ARTCOURT Gallery

Exhibitions

OAP Sculpture Path 2025-27 | Sculpted Rhymes: Landscape and Fired Forms

2025. 11 - 2027. 4 OAP Sculpture Path (OAP Public Green Space, Promenade along the Okawa River, Osaka)

We are pleased to present an outdoor sculpture exhibition with works by Masayuki Inoue (b. 1957) and Yuki Nakaigawa (b. 1960), held along the OAP Sculpture Path in Osaka’s Kita Ward. A deep engagement with clay underlies the production of both artists’ large-scale works, several of which are presented in this open-air setting.
Supple forms that seem to transform on their own accord. The clay’s surface absorbs ambient temperature throughout the day: initially cool and then gradually warming. The works of both artists reveal the deep delight inherent in the “act of shaping” and brim with the earthy, intrinsic allure of the medium of clay. The pulse of the layered forms unfolds like rhymes, sustained by the quiet confidence of skilled craftsmanship.
This open-air exhibition features eight new works, including rounded forms that seem to pile themselves atop plinths, alongside others that resonate subtly with the budding offshoots of the trees lining the OAP Sculpture Path.

------------------------------------------------------

-Artist's statements
Both Inoue and Nakaigawa have spent many years working with clay, producing large-scale sculptural works. Inoue maintains a measured distance from his own work, attuned to the subtle cues of the medium, which he internalizes and translates back into form. Nakaigawa draws motifs from humble natural objects, which she abstracts and magnifies into expansive forms.
For this open-air installation, one of the main challenges was how to thoughtfully engage the presence of the prominent plinths, both in relation to the works themselves and the surrounding landscape. Our intention is that each work will settle naturally into place, making use of the plinth’s stature without appearing structurally detached, neither overshadowed by the surrounding trees nor lost amid the pergolas.

Masayuki Inoue / Yuki Nakaigawa

------------------------------------------------------

Masayuki Inoue

As the clay churned between his hands with the rotations of the potter’s wheel, Masayuki Inoue was captivated by the material presence that arose before him, leading him to shift his focus from painting and to pursue ceramics in earnest in the mid-1980s. He draws meaning from the multifaceted dialogue in the creative process between the hand of the maker and the forces of nature: the forms that arise in response to the action of his intent, and the clay’s shifting disposition as it hardens through fire. He allows the material to respond, carefully observing its behavior, and then reworking it into
new forms. These forms Inoue produces range from shaped structures that are broken down into fragments and then reassembled to unfold like three-dimensional drawings in space, to bold, large-scale compositions built from flat panels fastened together with bolts.

Yuki Nakaigawa

Since the late 1980s, Nakaigawa has engaged with clay as her medium of expression, centering around her production of large-scale, voluminous works shaped by hand and fired in the kiln. As Nakaigawa herself puts it, her “inspiration to create derives from encounters with the grotesquely beautiful shapes of the creatures which stir in groves of sawtooth oaks;” she draws from nature to produce genial forms that embody the supple tactility distinctive to ceramics. Her works, composed of subtly varied shapes arranged in series or stacked together, call to mind the life’s nascent forms, such as the seeds of plants and the eggs of insects, and are imbued with a palpable yet elusive presence.

------------------------------------------------------

About the OAP Sculpture Path

The OAP Sculpture Path is located along the waterfront promenade facing the Okawa River that flows through the center of Osaka and is known as the setting for the Tenjin Festival. Every year and a half, the open-air exhibition showcases 8 new sculptures around a theme, and present sculptures of exciting artists working both in Japan and abroad with approachability as our motto.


- [Your assignment]: Your job is to write out each record precisely as it stands.

☆ ☆ ☆ ☆ ☆

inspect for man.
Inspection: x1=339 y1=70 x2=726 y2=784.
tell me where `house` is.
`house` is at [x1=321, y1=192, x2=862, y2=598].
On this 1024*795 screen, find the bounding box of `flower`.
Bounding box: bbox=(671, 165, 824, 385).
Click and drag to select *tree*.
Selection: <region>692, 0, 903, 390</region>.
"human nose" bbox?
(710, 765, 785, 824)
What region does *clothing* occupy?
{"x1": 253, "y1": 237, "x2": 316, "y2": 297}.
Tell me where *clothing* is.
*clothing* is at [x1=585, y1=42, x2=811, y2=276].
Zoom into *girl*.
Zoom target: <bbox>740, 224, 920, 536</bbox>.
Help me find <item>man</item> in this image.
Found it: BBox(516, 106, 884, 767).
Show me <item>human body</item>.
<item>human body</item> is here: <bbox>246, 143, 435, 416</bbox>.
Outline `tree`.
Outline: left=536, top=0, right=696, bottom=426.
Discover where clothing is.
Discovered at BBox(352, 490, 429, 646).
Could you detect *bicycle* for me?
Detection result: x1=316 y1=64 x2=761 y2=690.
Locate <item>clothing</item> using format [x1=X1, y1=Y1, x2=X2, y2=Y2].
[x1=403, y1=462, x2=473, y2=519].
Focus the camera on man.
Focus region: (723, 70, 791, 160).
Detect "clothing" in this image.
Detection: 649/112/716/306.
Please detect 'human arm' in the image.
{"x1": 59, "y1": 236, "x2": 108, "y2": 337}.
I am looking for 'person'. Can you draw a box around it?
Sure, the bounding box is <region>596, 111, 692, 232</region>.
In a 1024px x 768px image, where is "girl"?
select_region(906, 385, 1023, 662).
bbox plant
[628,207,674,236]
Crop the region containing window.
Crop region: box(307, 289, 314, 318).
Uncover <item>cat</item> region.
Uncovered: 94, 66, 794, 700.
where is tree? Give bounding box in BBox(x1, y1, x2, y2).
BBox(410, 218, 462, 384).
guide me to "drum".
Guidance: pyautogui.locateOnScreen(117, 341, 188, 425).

☆ ☆ ☆ ☆ ☆

- [Result for this task]:
inspect for man.
Inspection: x1=339 y1=70 x2=726 y2=784.
tell me where `house` is.
`house` is at [x1=321, y1=192, x2=862, y2=598].
On this 1024*795 screen, find the bounding box of `flower`.
Bounding box: bbox=(671, 165, 824, 385).
Click and drag to select *tree*.
Selection: <region>692, 0, 903, 390</region>.
"human nose" bbox?
(710, 765, 785, 824)
What region does *clothing* occupy?
{"x1": 253, "y1": 237, "x2": 316, "y2": 297}.
Tell me where *clothing* is.
*clothing* is at [x1=585, y1=42, x2=811, y2=276].
Zoom into *girl*.
Zoom target: <bbox>740, 224, 920, 536</bbox>.
Help me find <item>man</item> in this image.
Found it: BBox(516, 106, 884, 767).
Show me <item>human body</item>.
<item>human body</item> is here: <bbox>246, 143, 435, 416</bbox>.
Outline `tree`.
Outline: left=536, top=0, right=696, bottom=426.
Discover where clothing is.
Discovered at BBox(352, 490, 429, 646).
Could you detect *bicycle* for me?
Detection result: x1=316 y1=64 x2=761 y2=690.
Locate <item>clothing</item> using format [x1=X1, y1=Y1, x2=X2, y2=Y2].
[x1=403, y1=462, x2=473, y2=519].
Focus the camera on man.
Focus region: (723, 70, 791, 160).
Detect "clothing" in this image.
Detection: 649/112/716/306.
Please detect 'human arm' in the image.
{"x1": 59, "y1": 236, "x2": 108, "y2": 337}.
I am looking for 'person'. Can you draw a box around it?
Sure, the bounding box is <region>596, 111, 692, 232</region>.
In a 1024px x 768px image, where is "girl"?
select_region(906, 385, 1023, 662).
bbox plant
[628,207,674,236]
Crop the region containing window.
Crop region: box(307, 289, 314, 318).
Uncover <item>cat</item> region.
Uncovered: 94, 66, 794, 700.
where is tree? Give bounding box in BBox(x1, y1, x2, y2).
BBox(410, 218, 462, 384).
guide me to "drum".
Guidance: pyautogui.locateOnScreen(117, 341, 188, 425).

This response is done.